She had another reason also for elation on that golden afternoon of late summer, though with regard to this her feelings were decidedly mixed. A letter had been forwarded to her from Fordestown bearing a London postmark, containing a further cheque for ten pounds from Montague Rotherby, and a few words scrawled within telling her that her sketches were sold and that the purchaser desired to see her in town with a view to commissioning more. The message was of the briefest, wholly business-like in tone. He wrote from a club, but he gave her an address in Mayfair at which his friend—a Mr.
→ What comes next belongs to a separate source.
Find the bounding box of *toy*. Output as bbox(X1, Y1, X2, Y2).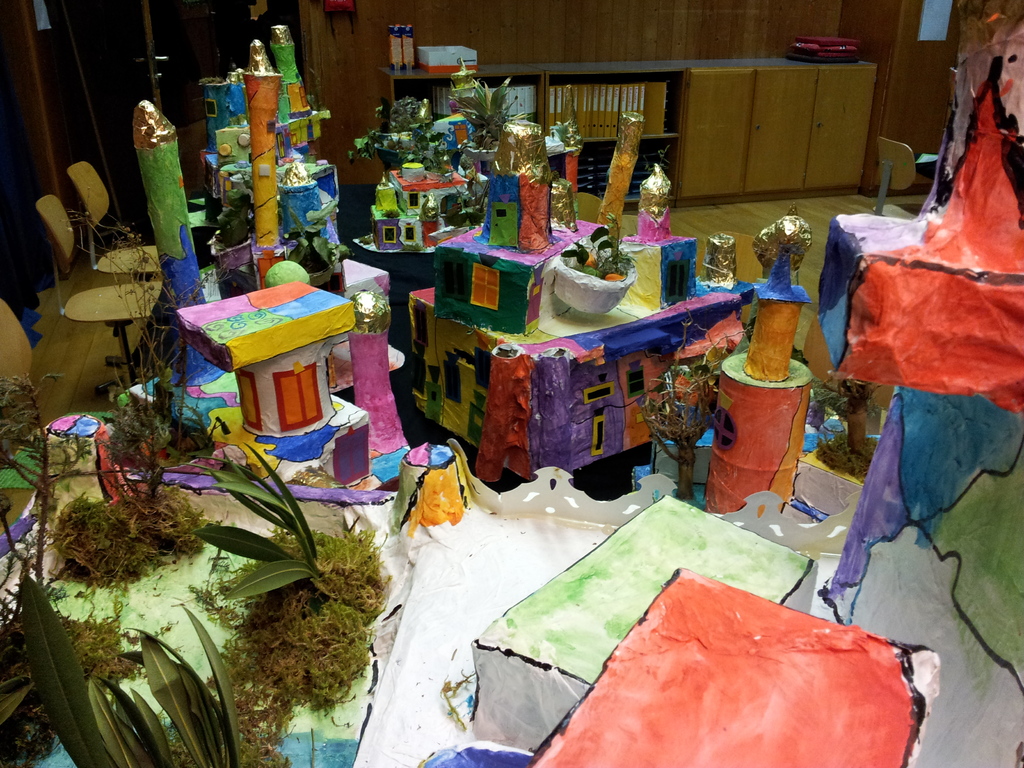
bbox(163, 264, 404, 476).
Hermon—was to be found, and offered to meet her himself and conduct her thither if she would fix a date convenient to her.
It was an offer which she well knew she could not afford to refuse, though she would have given much to have received it from any other quarter. But since the means could not be of her choosing, since, moreover, it was inevitable that she should meet and finally convince Montague Rotherby that the concession he had so hardly won from her must be relinquished, she braced herself to face the situation with a stout heart.
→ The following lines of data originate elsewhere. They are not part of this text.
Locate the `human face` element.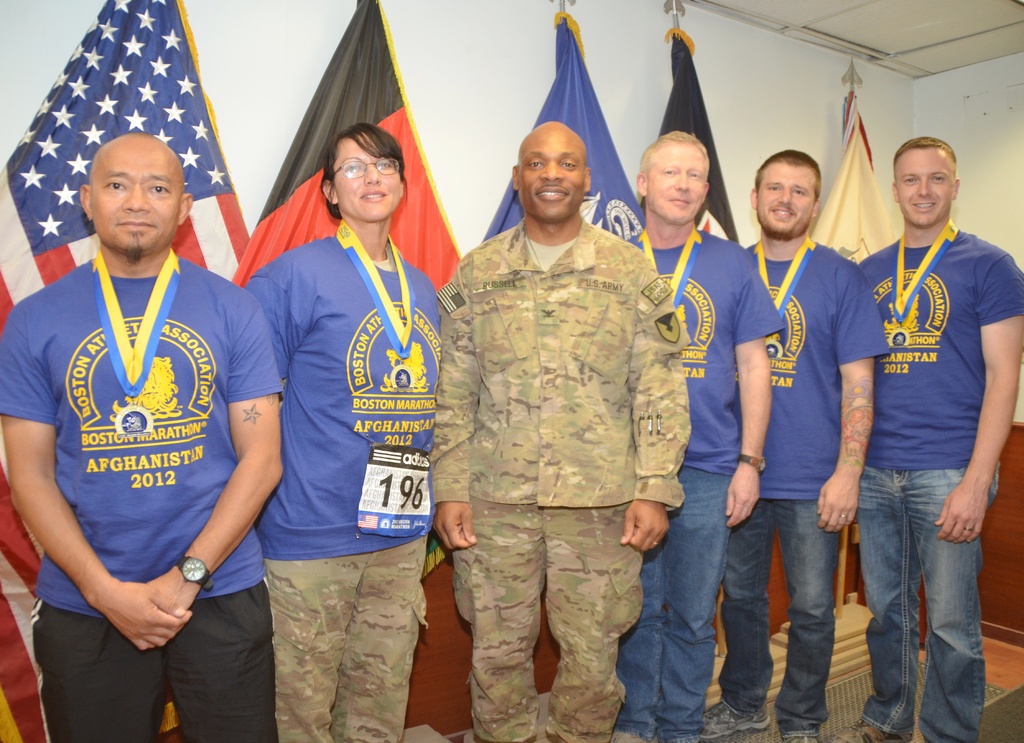
Element bbox: crop(334, 136, 400, 226).
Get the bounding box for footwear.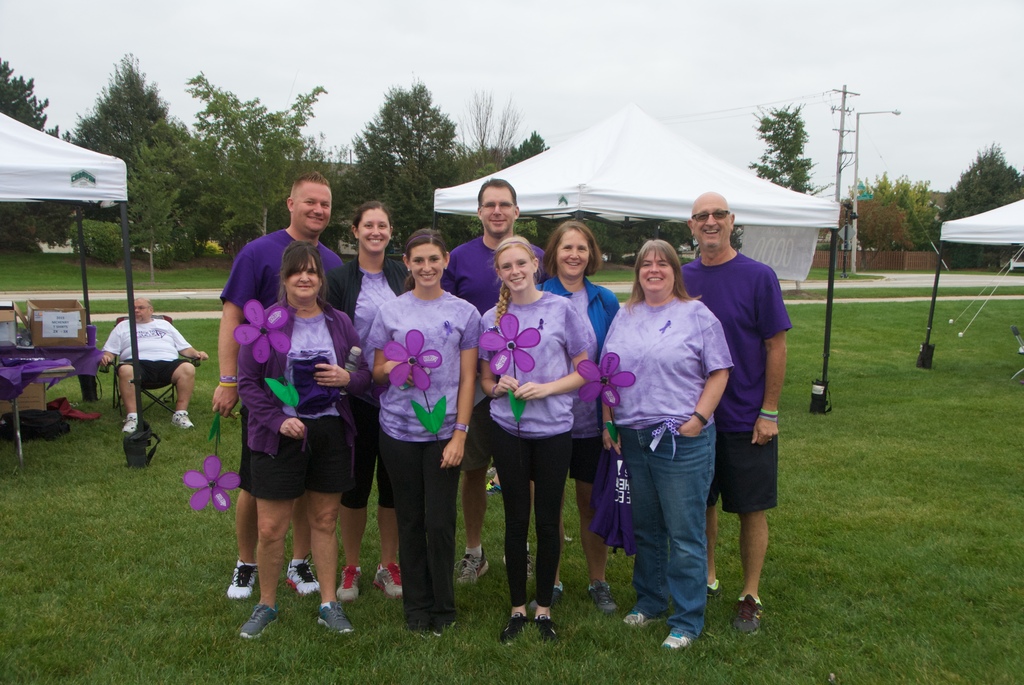
l=335, t=568, r=354, b=598.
“They are all so brave here,” she said to herself. “I mustn’t be the one to shirk.”
And then rather wistfully she smiled at the thought of classing herself as one of the inmates of Tetherstones—she who had fled in terror not so very long before. She wondered how it was that they had all with one consent refrained from any species of questioning upon that night’s doings. Arthur again, no doubt! But Arthur himself—how had he come to change his mind concerning her? Arthur who in his fury had so nearly taken another man’s life!
She lacked the key to the puzzle and it was futile to turn it over and over. The fact remained that in some fashion she had been vindicated, and Arthur’s remorse was a thing upon which she could not bear to dwell. She wondered if she would ever understand all, but she knew that already she had pardoned.
The afternoon sunlight slanted in at the open window. From where she sat she could see the steep rise of the moor that led up to the Stones. She pictured them in their stark grandeur—those mystic signs of a bygone age—the tetherstones of the prisoners and the terrible Rocking Stone that none might move out of its place, but that even a child might sway. How many of those striving ones had been ground to death in their desperation, she wondered? And now the sun shone upon that fatal place of sacrifice, and the giant harebells bloomed where the child who had never known darkness had wandered and lain down to sleep. Her thoughts dwelt tenderly upon little Ruth and her harebells—the flowers she had never seen yet knew and loved so dearly—the flowers to which she had likened her mother’s eyes!
A feeble voice spoke in the stillness and her mind flashed back to her surroundings.
“Nan, my dear, is that you?” it said.
She heard the words and sat motionless, uncertain as to whether they were intended for her or not. Then she saw that the tired old eyes were looking straight at her, and she softly rose and went to the bed.
“Is there anything I can do for you?” she asked.